Universe Today has had the privilege of spending the last several months venturing into a multitude of scientific disciplines, including impact craters, planetary surfaces, exoplanets, astrobiology, solar physics, comets, planetary atmospheres, planetary geophysics, cosmochemistry, meteorites, radio astronomy, extremophiles, organic chemistry, and black holes, and their importance in helping teach scientists and the public about our place in the cosmos.
Jupiter’s moon Io is a volcanic powerhouse. It’s the most geologically active world in the Solar System, sporting more than 400 spouting volcanoes and vents on its surface. Has it always been this way? A team of planetary scientists says yes, and they have the chemical receipts to prove it.
There are some things that never cease to amaze me and the discovery of distant objects is one of them. The James Webb Space Telescope has just found the most distant galaxy ever observed! It has the catchy title JADES-GS-z14-0 and it has a redshift of 14.32. This means its light left when the Universe was only 290 million years old! That means the light left the source LOOOONG before even our Milky Way was here! How amazing is that!
A new simulation has shown elusive intermediate-mass black holes may form in dense globular clusters of millions of tightly packed stars, thanks to a chaotic collision chain.
OSIRIS-APEX emerged unscathed from its first of six close brushes with the sun, thanks to some clever engineering.
James Webb Space Telescope has spotted the two earliest and most distant galaxies ever seen.

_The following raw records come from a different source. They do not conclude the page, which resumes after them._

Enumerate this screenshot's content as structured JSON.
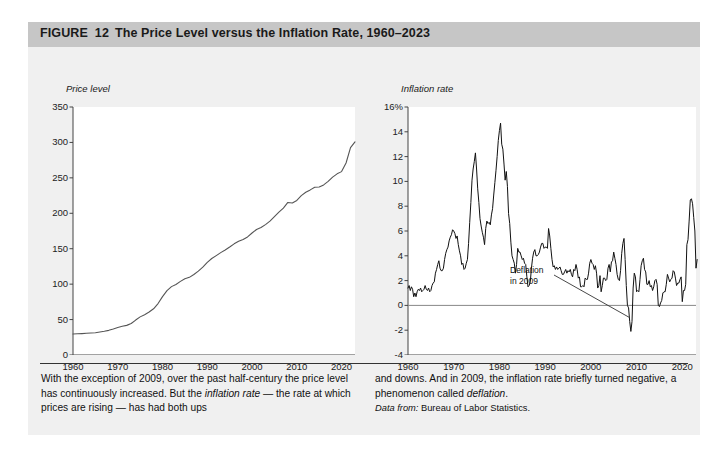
{
  "figure": {
    "label": "FIGURE",
    "number": "12",
    "title": "The Price Level versus the Inflation Rate, 1960–2023"
  },
  "caption": {
    "left_part1": "With the exception of 2009, over the past half-century the price level has continuously increased. But the ",
    "left_italic1": "inflation rate",
    "left_part2": " — the rate at which prices are rising — has had both ups",
    "right_part1": "and downs. And in 2009, the inflation rate briefly turned negative, a phenomenon called ",
    "right_italic1": "deflation",
    "right_part2": ".",
    "source_label": "Data from:",
    "source_text": " Bureau of Labor Statistics."
  },
  "chart_data": [
    {
      "id": "price-level",
      "type": "line",
      "title": "Price level",
      "xlabel": "",
      "ylabel": "Price level",
      "grid": false,
      "legend": "none",
      "line_color": "#555555",
      "xlim": [
        1960,
        2023
      ],
      "ylim": [
        0,
        350
      ],
      "yticks": [
        "350",
        "300",
        "250",
        "200",
        "150",
        "100",
        "50",
        "0"
      ],
      "ytick_values": [
        350,
        300,
        250,
        200,
        150,
        100,
        50,
        0
      ],
      "xticks": [
        "1960",
        "1970",
        "1980",
        "1990",
        "2000",
        "2010",
        "2020"
      ],
      "xtick_values": [
        1960,
        1970,
        1980,
        1990,
        2000,
        2010,
        2020
      ],
      "x": [
        1960,
        1961,
        1962,
        1963,
        1964,
        1965,
        1966,
        1967,
        1968,
        1969,
        1970,
        1971,
        1972,
        1973,
        1974,
        1975,
        1976,
        1977,
        1978,
        1979,
        1980,
        1981,
        1982,
        1983,
        1984,
        1985,
        1986,
        1987,
        1988,
        1989,
        1990,
        1991,
        1992,
        1993,
        1994,
        1995,
        1996,
        1997,
        1998,
        1999,
        2000,
        2001,
        2002,
        2003,
        2004,
        2005,
        2006,
        2007,
        2008,
        2009,
        2010,
        2011,
        2012,
        2013,
        2014,
        2015,
        2016,
        2017,
        2018,
        2019,
        2020,
        2021,
        2022,
        2023
      ],
      "values": [
        29.6,
        29.9,
        30.2,
        30.6,
        31.0,
        31.5,
        32.4,
        33.4,
        34.8,
        36.7,
        38.8,
        40.5,
        41.8,
        44.4,
        49.3,
        53.8,
        56.9,
        60.6,
        65.2,
        72.6,
        82.4,
        90.9,
        96.5,
        99.6,
        103.9,
        107.6,
        109.6,
        113.6,
        118.3,
        124.0,
        130.7,
        136.2,
        140.3,
        144.5,
        148.2,
        152.4,
        156.9,
        160.5,
        163.0,
        166.6,
        172.2,
        177.1,
        179.9,
        184.0,
        188.9,
        195.3,
        201.6,
        207.3,
        215.3,
        214.5,
        218.1,
        224.9,
        229.6,
        233.0,
        236.7,
        237.0,
        240.0,
        245.1,
        251.1,
        255.7,
        258.8,
        271.0,
        292.7,
        300.8
      ]
    },
    {
      "id": "inflation-rate",
      "type": "line",
      "title": "Inflation rate",
      "xlabel": "",
      "ylabel": "Inflation rate",
      "grid": false,
      "legend": "none",
      "line_color": "#111111",
      "zero_line": 0,
      "xlim": [
        1960,
        2023
      ],
      "ylim": [
        -4,
        16
      ],
      "yticks": [
        "16%",
        "14",
        "12",
        "10",
        "8",
        "6",
        "4",
        "2",
        "0",
        "-2",
        "-4"
      ],
      "ytick_values": [
        16,
        14,
        12,
        10,
        8,
        6,
        4,
        2,
        0,
        -2,
        -4
      ],
      "xticks": [
        "1960",
        "1970",
        "1980",
        "1990",
        "2000",
        "2010",
        "2020"
      ],
      "xtick_values": [
        1960,
        1970,
        1980,
        1990,
        2000,
        2010,
        2020
      ],
      "annotation": {
        "line1": "Deflation",
        "line2": "in 2009",
        "target_x": 2009,
        "target_y": -1.0
      },
      "x": [
        1960.0,
        1960.25,
        1960.5,
        1960.75,
        1961.0,
        1961.25,
        1961.5,
        1961.75,
        1962.0,
        1962.25,
        1962.5,
        1962.75,
        1963.0,
        1963.25,
        1963.5,
        1963.75,
        1964.0,
        1964.25,
        1964.5,
        1964.75,
        1965.0,
        1965.25,
        1965.5,
        1965.75,
        1966.0,
        1966.25,
        1966.5,
        1966.75,
        1967.0,
        1967.25,
        1967.5,
        1967.75,
        1968.0,
        1968.25,
        1968.5,
        1968.75,
        1969.0,
        1969.25,
        1969.5,
        1969.75,
        1970.0,
        1970.25,
        1970.5,
        1970.75,
        1971.0,
        1971.25,
        1971.5,
        1971.75,
        1972.0,
        1972.25,
        1972.5,
        1972.75,
        1973.0,
        1973.25,
        1973.5,
        1973.75,
        1974.0,
        1974.25,
        1974.5,
        1974.75,
        1975.0,
        1975.25,
        1975.5,
        1975.75,
        1976.0,
        1976.25,
        1976.5,
        1976.75,
        1977.0,
        1977.25,
        1977.5,
        1977.75,
        1978.0,
        1978.25,
        1978.5,
        1978.75,
        1979.0,
        1979.25,
        1979.5,
        1979.75,
        1980.0,
        1980.25,
        1980.5,
        1980.75,
        1981.0,
        1981.25,
        1981.5,
        1981.75,
        1982.0,
        1982.25,
        1982.5,
        1982.75,
        1983.0,
        1983.25,
        1983.5,
        1983.75,
        1984.0,
        1984.25,
        1984.5,
        1984.75,
        1985.0,
        1985.25,
        1985.5,
        1985.75,
        1986.0,
        1986.25,
        1986.5,
        1986.75,
        1987.0,
        1987.25,
        1987.5,
        1987.75,
        1988.0,
        1988.25,
        1988.5,
        1988.75,
        1989.0,
        1989.25,
        1989.5,
        1989.75,
        1990.0,
        1990.25,
        1990.5,
        1990.75,
        1991.0,
        1991.25,
        1991.5,
        1991.75,
        1992.0,
        1992.25,
        1992.5,
        1992.75,
        1993.0,
        1993.25,
        1993.5,
        1993.75,
        1994.0,
        1994.25,
        1994.5,
        1994.75,
        1995.0,
        1995.25,
        1995.5,
        1995.75,
        1996.0,
        1996.25,
        1996.5,
        1996.75,
        1997.0,
        1997.25,
        1997.5,
        1997.75,
        1998.0,
        1998.25,
        1998.5,
        1998.75,
        1999.0,
        1999.25,
        1999.5,
        1999.75,
        2000.0,
        2000.25,
        2000.5,
        2000.75,
        2001.0,
        2001.25,
        2001.5,
        2001.75,
        2002.0,
        2002.25,
        2002.5,
        2002.75,
        2003.0,
        2003.25,
        2003.5,
        2003.75,
        2004.0,
        2004.25,
        2004.5,
        2004.75,
        2005.0,
        2005.25,
        2005.5,
        2005.75,
        2006.0,
        2006.25,
        2006.5,
        2006.75,
        2007.0,
        2007.25,
        2007.5,
        2007.75,
        2008.0,
        2008.25,
        2008.5,
        2008.75,
        2009.0,
        2009.25,
        2009.5,
        2009.75,
        2010.0,
        2010.25,
        2010.5,
        2010.75,
        2011.0,
        2011.25,
        2011.5,
        2011.75,
        2012.0,
        2012.25,
        2012.5,
        2012.75,
        2013.0,
        2013.25,
        2013.5,
        2013.75,
        2014.0,
        2014.25,
        2014.5,
        2014.75,
        2015.0,
        2015.25,
        2015.5,
        2015.75,
        2016.0,
        2016.25,
        2016.5,
        2016.75,
        2017.0,
        2017.25,
        2017.5,
        2017.75,
        2018.0,
        2018.25,
        2018.5,
        2018.75,
        2019.0,
        2019.25,
        2019.5,
        2019.75,
        2020.0,
        2020.25,
        2020.5,
        2020.75,
        2021.0,
        2021.25,
        2021.5,
        2021.75,
        2022.0,
        2022.25,
        2022.5,
        2022.75,
        2023.0,
        2023.25,
        2023.5
      ],
      "values": [
        1.4,
        1.6,
        1.2,
        1.5,
        1.3,
        0.7,
        1.0,
        0.7,
        1.1,
        1.3,
        1.2,
        1.4,
        1.1,
        1.2,
        1.3,
        1.6,
        1.3,
        1.2,
        1.4,
        1.1,
        1.2,
        1.6,
        1.8,
        1.9,
        2.6,
        2.9,
        3.3,
        3.6,
        3.0,
        2.8,
        2.8,
        3.0,
        3.7,
        4.2,
        4.5,
        4.7,
        5.2,
        5.5,
        5.7,
        6.1,
        6.0,
        5.8,
        5.4,
        5.6,
        4.9,
        4.4,
        4.0,
        3.3,
        3.4,
        2.9,
        3.0,
        3.4,
        3.7,
        5.0,
        6.7,
        8.3,
        10.1,
        11.0,
        11.6,
        12.3,
        11.0,
        9.4,
        8.3,
        7.0,
        6.4,
        5.9,
        5.5,
        4.9,
        6.2,
        6.8,
        6.6,
        6.7,
        6.5,
        7.3,
        7.8,
        8.9,
        9.9,
        10.9,
        12.0,
        13.3,
        14.1,
        14.7,
        13.0,
        12.6,
        11.4,
        10.1,
        10.8,
        9.6,
        7.4,
        6.6,
        5.1,
        4.0,
        3.7,
        3.4,
        2.6,
        3.3,
        4.6,
        4.3,
        4.3,
        4.0,
        3.7,
        3.8,
        3.4,
        3.3,
        2.3,
        1.5,
        1.6,
        1.9,
        3.0,
        3.8,
        4.3,
        4.5,
        4.0,
        4.0,
        4.1,
        4.3,
        4.7,
        5.0,
        5.0,
        4.6,
        4.7,
        4.7,
        4.6,
        6.2,
        5.6,
        4.6,
        3.7,
        3.1,
        3.2,
        2.9,
        3.1,
        2.9,
        3.0,
        3.1,
        2.8,
        2.5,
        2.5,
        2.7,
        2.9,
        2.6,
        2.8,
        2.7,
        2.9,
        2.5,
        2.3,
        2.9,
        2.8,
        3.3,
        2.9,
        2.2,
        2.3,
        1.5,
        1.5,
        1.6,
        1.5,
        2.2,
        2.1,
        2.1,
        2.6,
        3.4,
        3.7,
        3.4,
        3.3,
        2.9,
        3.2,
        2.6,
        1.4,
        1.6,
        2.4,
        1.1,
        1.6,
        2.2,
        2.2,
        2.0,
        2.1,
        3.0,
        3.3,
        2.7,
        3.5,
        3.6,
        4.3,
        3.8,
        3.3,
        2.5,
        2.1,
        2.0,
        2.8,
        4.2,
        5.0,
        5.4,
        3.7,
        1.6,
        0.0,
        -0.2,
        -1.3,
        -2.1,
        -1.3,
        1.4,
        2.6,
        2.3,
        1.1,
        1.2,
        1.1,
        2.1,
        3.2,
        3.6,
        3.8,
        2.9,
        2.7,
        1.7,
        1.7,
        2.0,
        1.5,
        1.6,
        1.2,
        1.5,
        2.0,
        2.1,
        1.7,
        0.0,
        -0.1,
        0.2,
        0.4,
        1.0,
        1.1,
        1.1,
        1.7,
        2.5,
        2.2,
        1.9,
        2.1,
        2.2,
        2.8,
        2.7,
        2.2,
        1.6,
        1.8,
        1.8,
        2.1,
        2.3,
        0.3,
        1.2,
        1.2,
        1.7,
        4.9,
        5.3,
        6.8,
        8.5,
        8.6,
        8.2,
        7.1,
        6.0,
        3.0,
        3.7
      ]
    }
  ]
}
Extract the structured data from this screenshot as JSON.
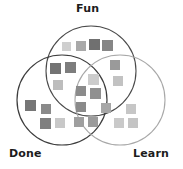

One, JADES-GS-z14-0, is a massive and bright galaxy that existed just 300 million years after the Big Bang.
On July 14th, 2015, the New Horizons spacecraft conducted the first-ever flyby of Pluto, which once was (and to many, still is) the ninth planet of the Solar System. While the encounter was brief, the stunning images and volumes of data it obtained revealed a stunningly vibrant and dynamic world. In addition to Pluto’s heart, floating ice hills, nitrogen icebergs, and nitrogen winds, the New Horizons data also hinted at the existence of an ocean beneath Pluto’s icy crust. This effectively made Pluto (and its largest moon, Charon) members of the “Ocean Worlds” club.
The earliest black holes in the Universe called primordial black holes (PBHs), are strong contenders to help explain why the Universe is heavier than it looks. There’s only one problem: these miniature monsters haven’t exactly been observed—yet. But, when astronomers do find them, they might turn out to be part of the Universe’s dark matter component.